Can We Fix Law Enforcement
It’s fine to talk theory – what would be ideal. But while working toward that, what about practical changes that don’t require a sea change evolution in consciousness? For example, what can be done – in practical terms – about law enforcement?
That there is a problem is as obvious as Caitlyn Jenner’s Adam’s apple. The big problem – tyrannical laws based on the tyrannical idea that it’s legitimate to order people around and abuse them for not causing any harm to anyone – isn’t going to be solved absent a sea-change evolution in consciousness.
But there are some obvious fixes that would make things a lot better right now – and it’s hard to imagine anyone objecting:
Law enforcers should be required to know the law – and be fired when they are caught making up law …
If the frau at the DMV gets it wrong, you can argue with her without fearing for your life; she isn’t armed and the worst that she can do is not give you your stickers or whatever it is you came to get. You are always free to go.
Law enforcers have guns.
Citizens who carry guns operate under extremely strict rules and are warned that they had better not operate outside the law, even by a little bit. Repercussions for doing so are severe.
And so, they rarely operate outside the law.
Shouldn’t the same standard apply to armed law enforcers? That they at least know what the law is? And be sanctioned just as severely if they step outside the bounds of the law?
Keep in mind that everything a law enforcer does – no matter how “friendly” he may seem – is backed up by a gun. You know it, he knows it. This makes every encounter between a citizen and a law enforcer inherently threatening – to the citizen.
Which is why it so important that law enforcers restrict their enforcement to the actual law – and nothing beyond the law. Put another way, no citizen should ever have to worry about law enforcement unless he has violated a law or – as the courts style it – given law enforcement some specific reason to suspect he has or may be about to violate the law.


### Try it:
For each line in the data below that holds "JSON", return a copy.

*** Opening Working data ***

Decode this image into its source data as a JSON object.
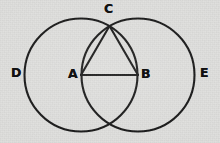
{
  "figure": {
    "kind": "geometry-diagram",
    "background_color": "#dededc",
    "stroke_color": "#111111",
    "stroke_width": 2.1,
    "canvas": {
      "width": 220,
      "height": 143
    }
  },
  "labels": [
    {
      "id": "D",
      "text": "D",
      "x": 11,
      "y": 67,
      "role": "left-circle-extremity"
    },
    {
      "id": "A",
      "text": "A",
      "x": 68,
      "y": 68,
      "role": "left-circle-center"
    },
    {
      "id": "C",
      "text": "C",
      "x": 104,
      "y": 3,
      "role": "upper-intersection"
    },
    {
      "id": "B",
      "text": "B",
      "x": 141,
      "y": 68,
      "role": "right-circle-center"
    },
    {
      "id": "E",
      "text": "E",
      "x": 200,
      "y": 67,
      "role": "right-circle-extremity"
    }
  ],
  "geometry": {
    "circles": [
      {
        "id": "left-circle",
        "cx": 81,
        "cy": 75,
        "r": 56.5
      },
      {
        "id": "right-circle",
        "cx": 138,
        "cy": 75,
        "r": 56.5
      }
    ],
    "points": {
      "A": {
        "x": 81,
        "y": 75
      },
      "B": {
        "x": 138,
        "y": 75
      },
      "C": {
        "x": 109.5,
        "y": 26
      },
      "D": {
        "x": 24.5,
        "y": 75
      },
      "E": {
        "x": 194.5,
        "y": 75
      },
      "lower_intersection": {
        "x": 109.5,
        "y": 124
      }
    },
    "segments": [
      {
        "id": "segment-AB",
        "from": "A",
        "to": "B"
      },
      {
        "id": "segment-AC",
        "from": "A",
        "to": "C"
      },
      {
        "id": "segment-BC",
        "from": "B",
        "to": "C"
      }
    ]
  }
}
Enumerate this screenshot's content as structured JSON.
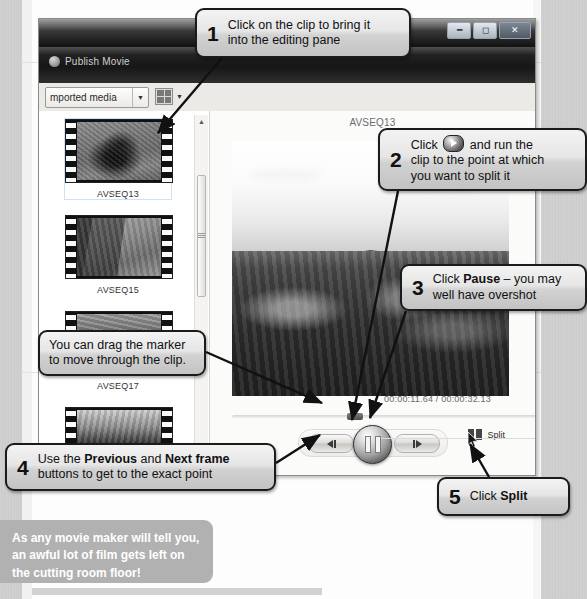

*** Closing Working data ***

### Exercise response:
Decode this image into its source data as a JSON object.
Enumerate this screenshot's content as structured JSON.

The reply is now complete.